Inspired by a member query, we looked into the best years for Academy Award Best Picture nominees by average rating. (Updated on January 23, 2024.)
2019 certainly felt like a great film year for highly rated Best Picture finalists (indeed, all of the finalists in the 92nd Academy Awards are in our Official Top 250 Narrative Feature Films), but when we ran the data on 560* Best Picture-nominated films across 92 years of Academy Awards history, the year 1975 (awarded at the 48th Academy Awards in March 1976) was the winner by a decent margin. Time for medicine!
Each year’s lineup is represented in the list below by its highest-rated film. In the notes, you’ll find the overall average rating…
Inspired by a member query, we looked into the best years for Academy Award Best Picture nominees by average rating. (Updated on January 23, 2024.)
2019 certainly felt like a great film year for highly rated Best Picture finalists (indeed, all of the finalists in the 92nd Academy Awards are in our Official Top 250 Narrative Feature Films), but when we ran the data on 560* Best Picture-nominated films across 92 years of Academy Awards history, the year 1975 (awarded at the 48th Academy Awards in March 1976) was the winner by a decent margin. Time for medicine!
Each year’s lineup is represented in the list below by its highest-rated film. In the notes, you’ll find the overall average rating and the other finalists for that year. The winner for each year is marked with a trophy. There are no ties—we compute the average for each year to several decimal places, but they are rounded to 2dp below.
Statistics of Interest
— The 1970s is the highest-ranked decade overall, with a 3.94 average rating across all nominated pictures.
— The 2010s was a strong decade, with 44 films making our top 250 of the decade (exactly half of that decade’s nominees).
— There was no obvious advantage or disadvantage for years with expanded Best Picture lineups.
— The overall average of all Best Picture nominees is 3.74.
— You agreed with the Academy on the Best Picture winner in just 25 of 95 ceremonies.

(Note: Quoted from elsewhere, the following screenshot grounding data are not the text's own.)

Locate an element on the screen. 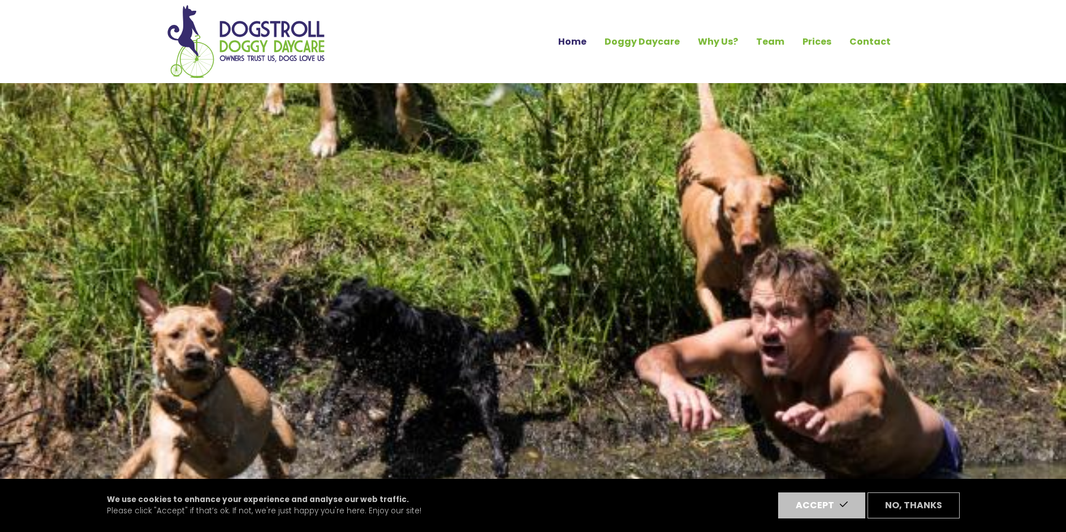 The height and width of the screenshot is (532, 1066). button: Accept is located at coordinates (822, 506).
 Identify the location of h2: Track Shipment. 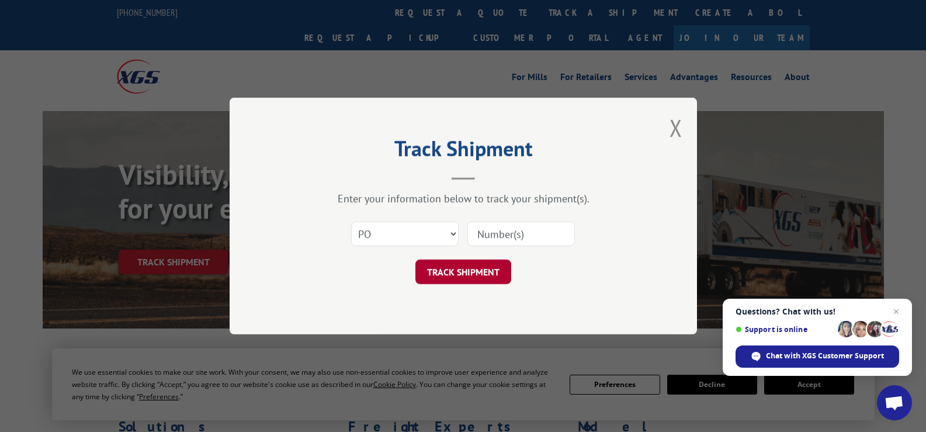
(463, 151).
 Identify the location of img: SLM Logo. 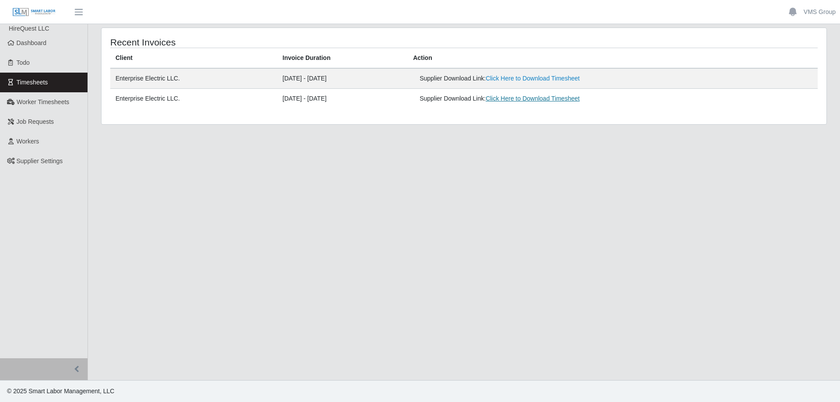
(34, 12).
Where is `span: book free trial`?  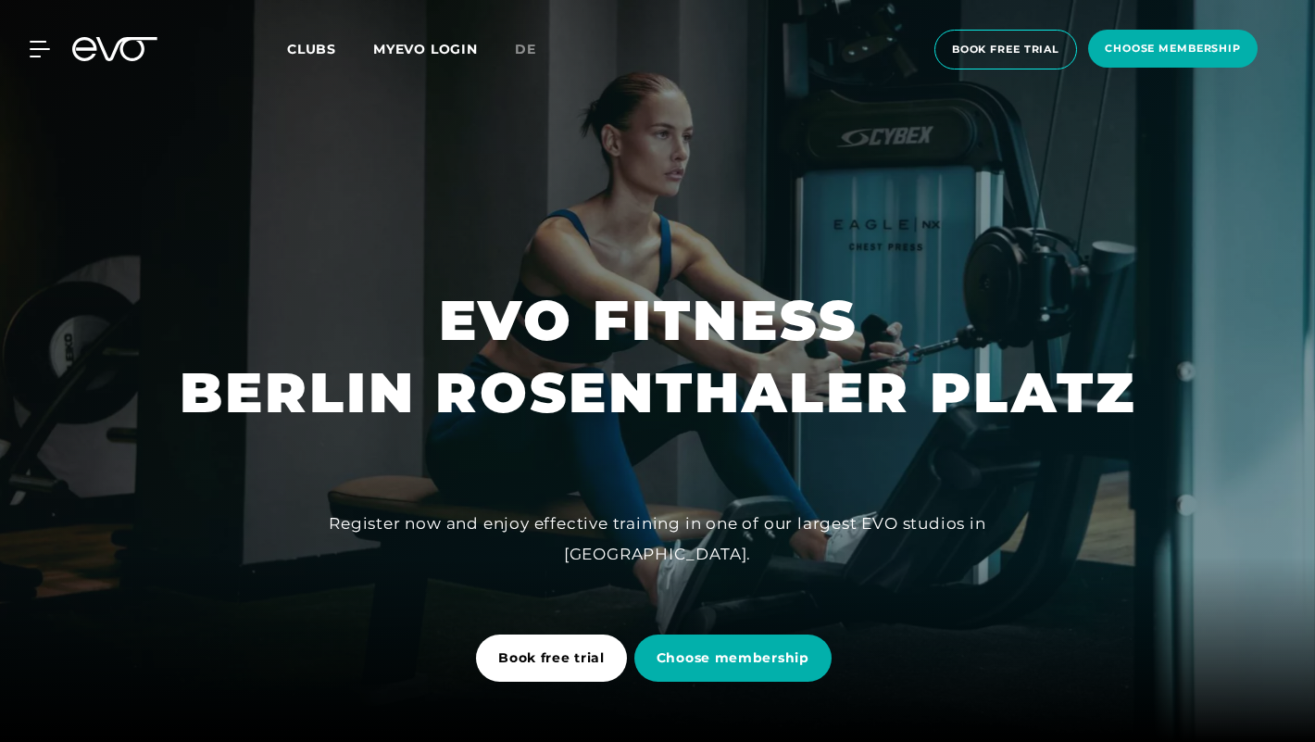 span: book free trial is located at coordinates (1006, 49).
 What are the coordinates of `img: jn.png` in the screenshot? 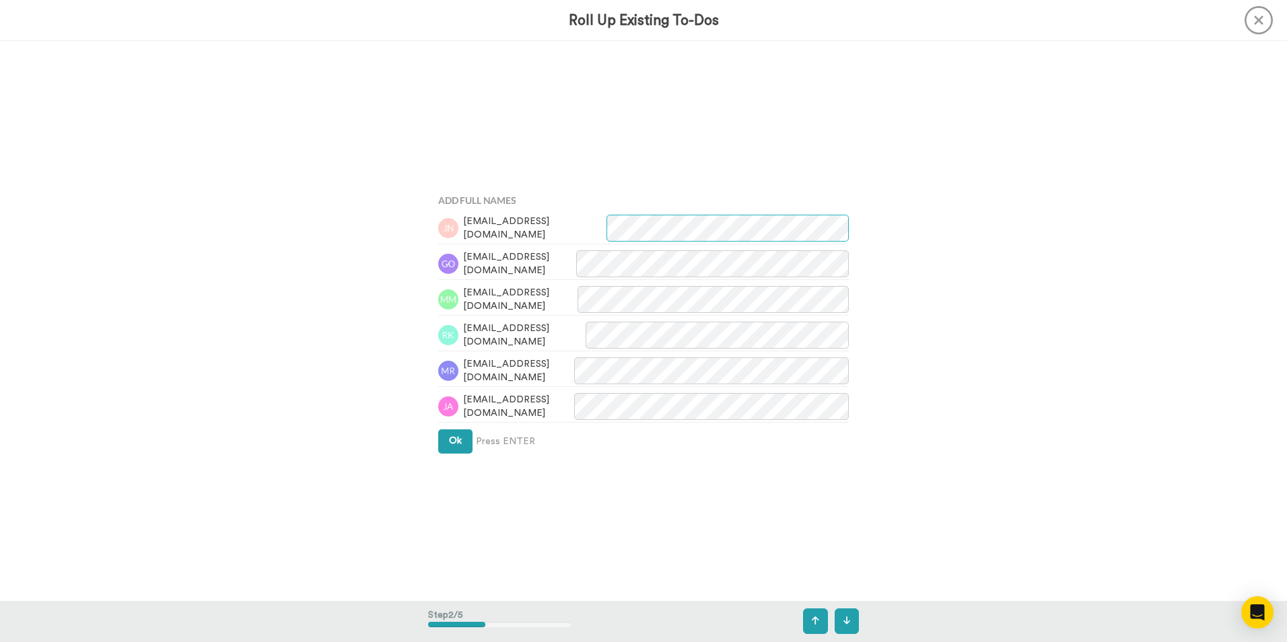 It's located at (448, 228).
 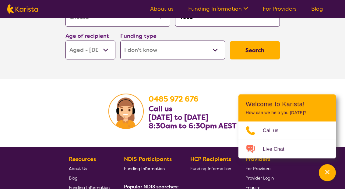 I want to click on a: About us, so click(x=162, y=9).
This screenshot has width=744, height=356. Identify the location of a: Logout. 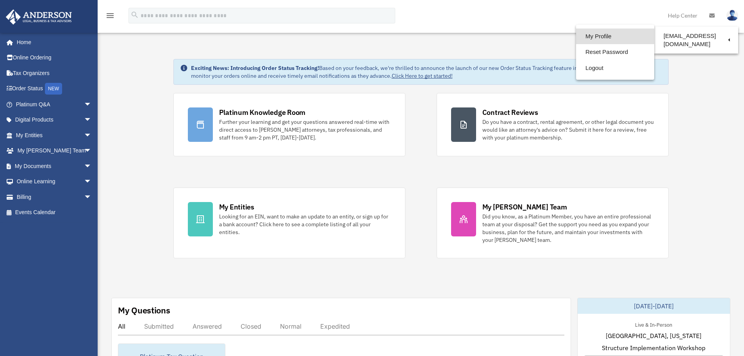
(615, 68).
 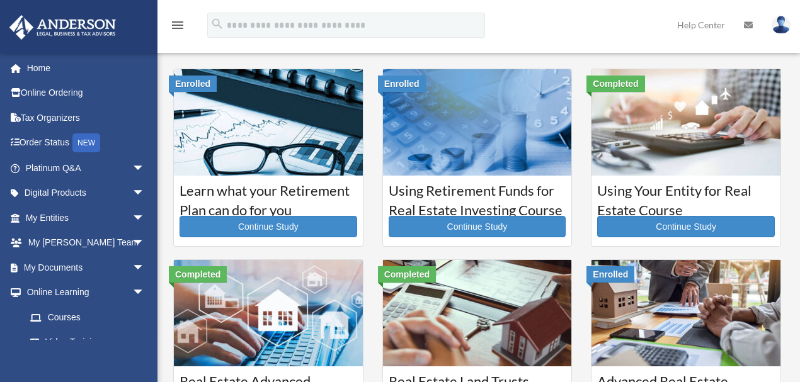 What do you see at coordinates (478, 197) in the screenshot?
I see `h3: Using Retirement Funds for Real Estate Investing Course` at bounding box center [478, 197].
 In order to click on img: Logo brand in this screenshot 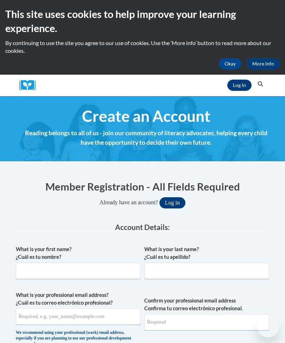, I will do `click(30, 85)`.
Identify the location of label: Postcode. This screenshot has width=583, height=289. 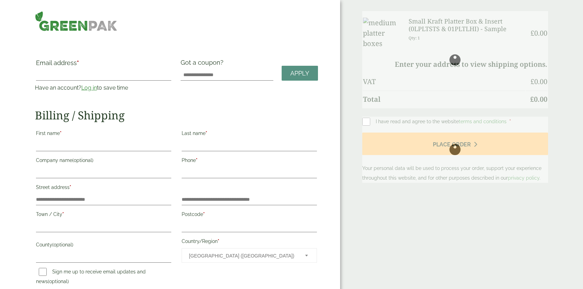
(249, 215).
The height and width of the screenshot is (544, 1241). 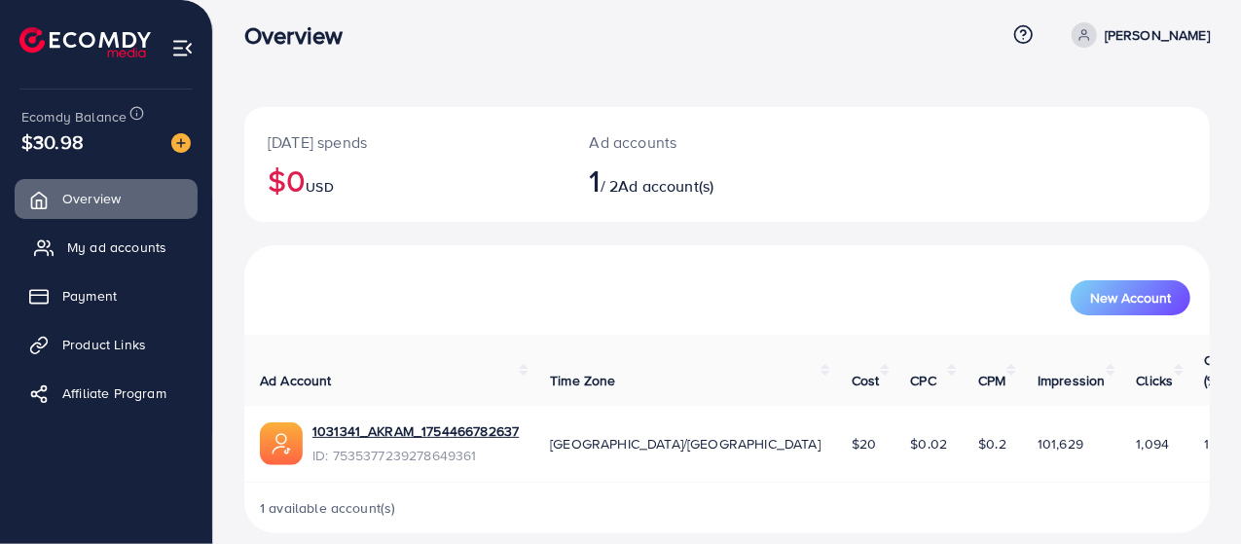 I want to click on img: logo, so click(x=85, y=42).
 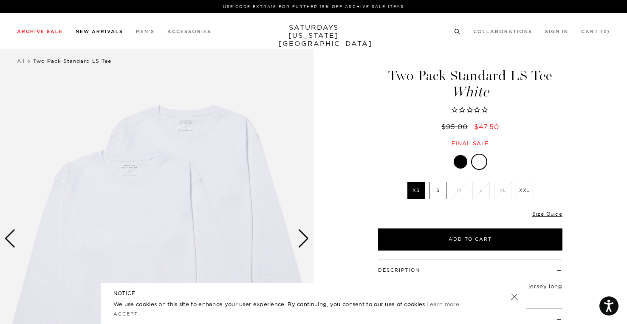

*We excluded lost and partially lost films. Ernst Lubitsch’s The Patriot (1928) is the only lost film that is impossible to see (Letterboxd members have mostly rated its trailer). The White Parade (1934) is only available at UCLA’s laboratories and has yet to be restored and publicly screened. East Lynne (1931) is available but the final reel is lost. We also excluded the nominees for Best Unique and Artistic Picture at the first Academy Awards (Sunrise: A Song of Two Humans, Chang, The Crowd) because the Academy doesn’t recognize the category as part of its Best Picture history.